The Law Society’s immigration law committee has cautiously welcomed the announcement that the UK Border Agency (UKBA) is to be abolished and brought back within the Home Office under the direct control of ministers.

In an unscheduled House of Commons statement yesterday, home secretary Theresa May told MPs that the agency had been a ‘troubled organisation’ for so long that it would take many years to clear the backlog of more than 310,000 cases. Its four main problems were its size, lack of transparency, IT systems, and its policy and legal framework, she said.

She is to split the agency into two parts - an immigration and visa service and a law enforcement service – having already a year ago split off the UK border force from the UKBA when it emerged that passport controls were being relaxed at times of peak demand in airports.

Chris Cole, chair of the Law Society’s immigration law committee, said: ‘We are pleased that the home secretary has acknowledged the failures of the UKBA, but this is no reason to go back to how things used to be – they were not the halcyon days when everything always went right.

‘This is an opportunity for a proper restructuring of the system. We don’t want to see government rearranging deckchairs on the Titanic.

‘If she is genuinely serious about changing the system, this is the time to create a separate and independent body dealing with asylum assessment, as they do in Canada, Sweden and elsewhere.
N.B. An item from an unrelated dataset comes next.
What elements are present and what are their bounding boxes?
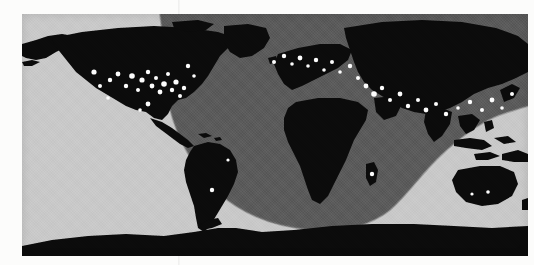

Asylum assessment is a quasi-judicial function and quite different from the UKBA’s other responsibilities.’

May’s announcement that she was abolishing the UKBA prompted chair of the Commons home affairs select committee Keith Vaz, a long-standing critic of the UKBA, to congratulate her on ‘delivering the lethal injection’ and ‘putting (it) out of its misery’.

His comment follows a report from the committee that accused former UKBA head Lin Homer of a ‘catastrophic leadership failure’ during her period in office from 2008-2011.

Vaz said that it would take 24 years at the current rate to clear the backlog, adding: ‘It appears more like a Whitehall farce than a government agency operating in the 21st century.’